Artificial Intelligence (AI) is thundering down the development track like race drivers at the Daytona 500 seeing the green flag waving, and the Internal Revenue Service is expanding its AI use to respond to taxpayer inquiries.
A chatbot is a computer program that simulates a human interaction or conversation. There are various types of chatbots. The one stimulating the most interest – or concern – is the AI-based chatbot, which uses Natural Language Processing to engage with human beings. IBM says that “NLP combines computational linguistics—rule-based modeling of human language—with statistical, machine learning, and deep learning models.”
IBM also paints a pleasant picture of our AI future:
“Modern AI chatbots now use natural language understanding (NLU) to discern the meaning of open-ended user input, overcoming anything from typos to translation issues. Advanced AI tools then map that meaning to the specific “intent” the user wants the chatbot to act upon, and use conversational AI to formulate an appropriate response. These AI technologies leverage both machine learning and deep learning—different elements of AI, with some nuanced differences—to develop an increasingly granular knowledge base of questions and responses informed by user interactions. This sophistication, drawing upon recent advancements in large language models (LLMs), has led to increased customer satisfaction and more versatile chatbot applications.”
What that means, simply put, is that it can “learn.”
The IRS says it is increasing its use of chatbot technology to answer “basic” questions, for people who’ve received notices of tax reporting discrepancies which may have resulted in underreporting their taxes.
“The new chatbot feature will assist taxpayers who receive notices CP2000, CP2501 and CP3219A. These mailings inform taxpayers if the tax information the IRS received from third parties doesn't match the information they provided themselves to the IRS,” the agency says.
The notices each are methods by which payments can be made to the IRS.
Figuring out why the IRS is embracing this technology isn’t complicated: it saves money and reduces reliance on real-life employees: the IRS has been saying for years that it doesn’t have enough of either one. If a computer program can do the job, added advantages to the IRS is that it doesn’t need salary, sick days, vacation days, retirement savings, health insurance, or any of the other human-related costs.
Among the questions the IRS’s AI system will answer for taxpayers whose returns are being scrutinized are:
- What to do if they received a notice.
- What to do if they need more time to respond to a notice.
- How to find out if the IRS received their response.
The IRS says it plans to “continue additional bot technology features in the future to assist taxpayers with more complex issues.”
Developments such as these have raised the antennae of some of the people who work in the field who suggest that the high-octane effort (not only at the IRS) to use newer and more powerful AI systems is taking where no one has gone before – and that care should be taken.
Tech Policy Press in Feb. 2023 published an article titled, “Ten Legal and Business Risks of Chatbots and Generative AI.” The article issues this cautionary warning:
“Government, business and society can take the early learnings from the explosive popularity of generative AI to develop guardrails to protect against their worst behavior and use cases before this technology pervades all facets of commerce.”
The 10 risks it lists are:
- Contract.
- Cybersecurity.
- Data privacy.
- Deceptive trade practices.
- Discrimination.
- Disinformation.
- Ethical.
- Government contract.
- Intellectual property.
- Validation (validating AI responses).
The fact is that in the future, taxpayers contacting the IRS will be interacting more frequently with AI. Everywhere, not only with the IRS. Like a car at Daytona, the only thing happening on the AI front is that the pedal is to the metal.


### DIRECTIONS
Only the number is needed: the count of lines in the records with the word "account".

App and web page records
:::::
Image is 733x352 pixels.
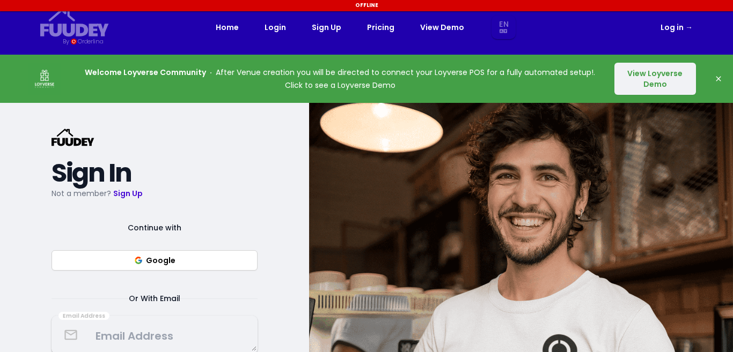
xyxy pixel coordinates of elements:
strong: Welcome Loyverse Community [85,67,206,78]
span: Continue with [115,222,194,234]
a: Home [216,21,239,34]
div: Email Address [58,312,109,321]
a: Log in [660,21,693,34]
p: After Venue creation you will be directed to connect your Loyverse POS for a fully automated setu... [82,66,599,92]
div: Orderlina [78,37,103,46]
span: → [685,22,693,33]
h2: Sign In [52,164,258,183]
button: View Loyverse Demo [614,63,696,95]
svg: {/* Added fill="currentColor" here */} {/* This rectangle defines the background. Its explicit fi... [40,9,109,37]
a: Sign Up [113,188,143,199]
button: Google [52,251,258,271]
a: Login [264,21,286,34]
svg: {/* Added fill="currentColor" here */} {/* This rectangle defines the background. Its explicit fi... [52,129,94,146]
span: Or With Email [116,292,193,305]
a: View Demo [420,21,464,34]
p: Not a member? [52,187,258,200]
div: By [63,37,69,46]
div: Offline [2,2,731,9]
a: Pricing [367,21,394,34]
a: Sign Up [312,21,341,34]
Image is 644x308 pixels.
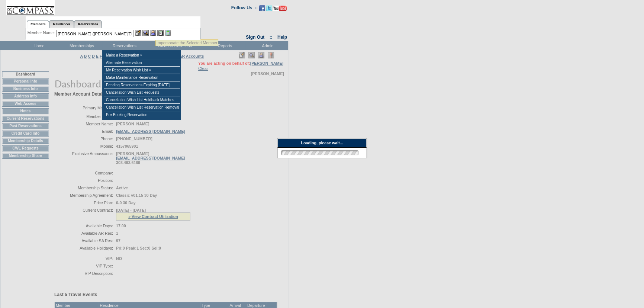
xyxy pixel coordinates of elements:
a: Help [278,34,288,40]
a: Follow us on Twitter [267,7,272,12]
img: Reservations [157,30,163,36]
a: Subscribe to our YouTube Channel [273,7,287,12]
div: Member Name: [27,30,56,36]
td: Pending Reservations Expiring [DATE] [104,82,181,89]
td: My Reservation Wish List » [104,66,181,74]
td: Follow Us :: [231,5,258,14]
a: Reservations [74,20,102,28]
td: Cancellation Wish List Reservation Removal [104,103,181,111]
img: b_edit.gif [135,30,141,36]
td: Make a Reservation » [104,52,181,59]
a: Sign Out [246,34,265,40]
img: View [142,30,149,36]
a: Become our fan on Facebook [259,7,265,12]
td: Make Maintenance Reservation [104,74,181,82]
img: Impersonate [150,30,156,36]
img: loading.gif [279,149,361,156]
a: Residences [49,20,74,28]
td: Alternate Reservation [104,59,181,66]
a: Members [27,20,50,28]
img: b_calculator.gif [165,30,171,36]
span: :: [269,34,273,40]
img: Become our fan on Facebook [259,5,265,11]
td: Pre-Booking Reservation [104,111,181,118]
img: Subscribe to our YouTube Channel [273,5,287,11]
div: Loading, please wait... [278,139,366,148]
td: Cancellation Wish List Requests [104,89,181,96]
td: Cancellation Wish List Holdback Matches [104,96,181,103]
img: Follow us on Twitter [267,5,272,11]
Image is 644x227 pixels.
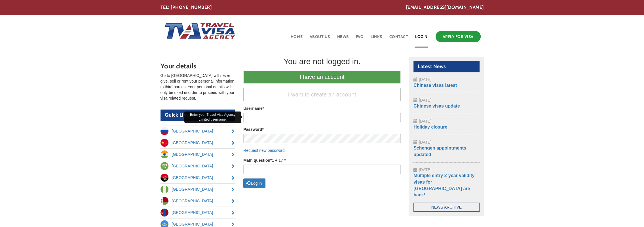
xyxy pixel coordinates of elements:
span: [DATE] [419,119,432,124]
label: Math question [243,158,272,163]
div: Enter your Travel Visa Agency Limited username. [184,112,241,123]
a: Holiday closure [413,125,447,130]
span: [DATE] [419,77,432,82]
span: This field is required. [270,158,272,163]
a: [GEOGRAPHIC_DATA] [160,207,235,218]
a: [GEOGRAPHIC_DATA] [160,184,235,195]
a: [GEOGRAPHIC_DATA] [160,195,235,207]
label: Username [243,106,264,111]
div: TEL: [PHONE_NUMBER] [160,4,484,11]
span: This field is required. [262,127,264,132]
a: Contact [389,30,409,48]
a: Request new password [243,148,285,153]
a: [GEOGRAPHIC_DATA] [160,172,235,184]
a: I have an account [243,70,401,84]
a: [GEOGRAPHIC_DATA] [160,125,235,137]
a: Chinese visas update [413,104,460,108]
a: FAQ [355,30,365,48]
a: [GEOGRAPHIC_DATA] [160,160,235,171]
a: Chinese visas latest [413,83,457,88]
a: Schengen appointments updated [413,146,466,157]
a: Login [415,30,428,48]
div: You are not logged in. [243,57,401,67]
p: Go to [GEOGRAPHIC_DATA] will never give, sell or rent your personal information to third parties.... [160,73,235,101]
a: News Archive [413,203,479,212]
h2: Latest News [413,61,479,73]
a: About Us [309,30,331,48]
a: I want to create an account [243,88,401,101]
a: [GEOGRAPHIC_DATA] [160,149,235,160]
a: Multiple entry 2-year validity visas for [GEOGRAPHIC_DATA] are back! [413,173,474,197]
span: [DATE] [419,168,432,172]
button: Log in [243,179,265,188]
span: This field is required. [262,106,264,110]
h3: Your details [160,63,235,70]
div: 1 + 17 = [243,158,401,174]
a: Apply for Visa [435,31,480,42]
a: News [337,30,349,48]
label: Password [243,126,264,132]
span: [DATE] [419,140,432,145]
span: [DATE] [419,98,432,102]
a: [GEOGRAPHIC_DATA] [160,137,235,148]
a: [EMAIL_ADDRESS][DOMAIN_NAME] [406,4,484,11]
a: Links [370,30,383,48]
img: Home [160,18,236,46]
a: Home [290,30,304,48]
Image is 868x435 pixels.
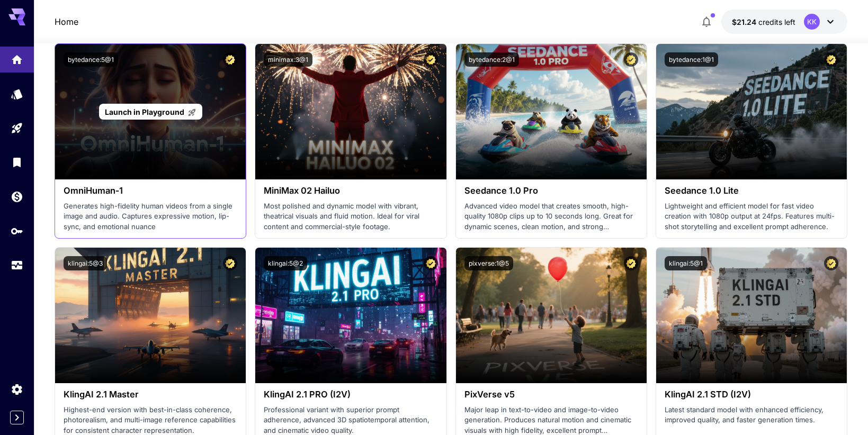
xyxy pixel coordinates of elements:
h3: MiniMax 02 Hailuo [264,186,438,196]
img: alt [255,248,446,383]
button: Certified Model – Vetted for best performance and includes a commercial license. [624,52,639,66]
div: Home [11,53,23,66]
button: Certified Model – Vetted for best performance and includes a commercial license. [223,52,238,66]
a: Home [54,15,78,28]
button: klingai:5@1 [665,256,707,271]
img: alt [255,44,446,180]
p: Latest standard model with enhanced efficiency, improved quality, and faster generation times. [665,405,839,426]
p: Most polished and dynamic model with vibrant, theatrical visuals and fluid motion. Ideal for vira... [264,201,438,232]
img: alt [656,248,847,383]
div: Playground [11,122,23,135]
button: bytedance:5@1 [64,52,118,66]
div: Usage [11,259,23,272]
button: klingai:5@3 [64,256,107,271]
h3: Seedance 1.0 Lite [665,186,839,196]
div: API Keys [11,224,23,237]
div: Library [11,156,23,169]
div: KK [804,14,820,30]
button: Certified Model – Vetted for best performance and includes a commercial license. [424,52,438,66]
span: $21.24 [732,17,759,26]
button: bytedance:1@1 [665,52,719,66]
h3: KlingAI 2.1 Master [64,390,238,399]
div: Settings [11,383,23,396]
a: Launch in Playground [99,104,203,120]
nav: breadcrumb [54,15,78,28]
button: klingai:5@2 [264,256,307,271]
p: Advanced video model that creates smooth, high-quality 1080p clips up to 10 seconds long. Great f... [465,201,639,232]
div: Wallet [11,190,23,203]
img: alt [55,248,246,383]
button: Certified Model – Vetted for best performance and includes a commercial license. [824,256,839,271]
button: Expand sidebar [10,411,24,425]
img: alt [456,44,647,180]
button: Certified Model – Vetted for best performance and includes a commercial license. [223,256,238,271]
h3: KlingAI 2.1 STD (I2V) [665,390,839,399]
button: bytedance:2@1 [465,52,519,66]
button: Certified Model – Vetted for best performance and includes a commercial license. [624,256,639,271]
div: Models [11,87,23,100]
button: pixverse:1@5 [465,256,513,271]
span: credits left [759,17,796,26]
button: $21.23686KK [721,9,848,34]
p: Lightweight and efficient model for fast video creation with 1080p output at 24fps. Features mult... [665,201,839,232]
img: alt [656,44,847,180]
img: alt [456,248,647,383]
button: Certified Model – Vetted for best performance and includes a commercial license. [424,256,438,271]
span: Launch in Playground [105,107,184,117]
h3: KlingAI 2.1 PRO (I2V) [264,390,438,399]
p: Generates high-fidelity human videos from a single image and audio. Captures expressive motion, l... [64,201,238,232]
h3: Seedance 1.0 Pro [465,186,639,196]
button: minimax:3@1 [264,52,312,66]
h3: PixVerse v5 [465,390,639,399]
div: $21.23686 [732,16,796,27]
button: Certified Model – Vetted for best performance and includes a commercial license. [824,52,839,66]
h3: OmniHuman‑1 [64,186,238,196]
:::::
### SOLUTION TO THE PROBLEM
2